Though the state legislature was expected to work well into the morning last night, dealing with major priorities like rent regulation and gay marriage in addition to lower-profile but still-important bills like the transit funding lockbox, the negotiated deals fell apart and the legislature put off all its business until this morning. The path to passage for any of those bills is a little less obvious than it was a day ago, but the lockbox still has a good chance of making it through the State Assembly.

Though the state legislature was expected to work well into the morning last night, dealing with major priorities like rent regulation and gay marriage in addition to lower-profile but still-important bills like the transit funding lockbox, the negotiated deals fell apart and the legislature put off all its business until this morning. The path to passage for any of those bills is a little less obvious than it was a day ago, but the lockbox still has a good chance of making it through the State Assembly.

The lockbox already passed the State Senate, where it was sponsored by Brooklyn Republican Marty Golden, and the powerful Assembly Speaker Sheldon Silver announced his support for the bill last night.

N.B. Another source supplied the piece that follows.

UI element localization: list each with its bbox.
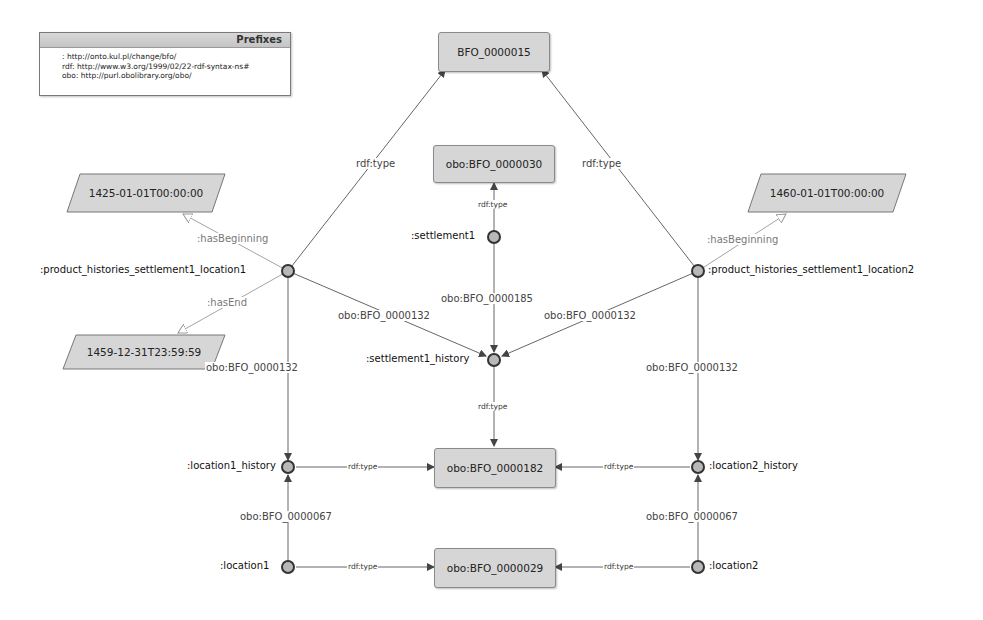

The bill should be on the Ways and Means Committee agenda this morning, said Lorrie Smith, the legislative director for lockbox sponsor James Brennan. “If Silver’s supporting it, then it should be on that agenda,” said Smith. The Ways and Means agenda has not been released yet, however. “We’re in kind of a holding pattern since late last evening,” Smith said.

There is still room on the calendar to pass the lockbox, said Smith, even as the time remaining in the session continues to tick away. If Assembly Republicans do decide to delay the bill with a fight over the payroll tax, as Silver’s office was worried about last night, however, that could complicate matters. “If that were to come about, it would be a problem,” admitted Smith.

“We have to hope that Senator Golden will ask them to let this go through,” said Smith. Streetsblog has a call in with Golden’s office to see if he’s communicated the importance of the lockbox legislation to his Republican colleagues in the Assembly.

Photo of Noah Kazis
Noah joined Streetsblog as a New York City reporter at the start of 2010. When he was a kid, he collected subway paraphernalia in a Vignelli-map shoebox. Before coming to Streetsblog, he blogged at TheCityFix DC and worked as a field organizer for the Obama campaign in Toledo, Ohio. Noah graduated from Yale University, where he wrote his senior thesis on the class politics of transportation reform in New York City. He lives in Morningside Heights.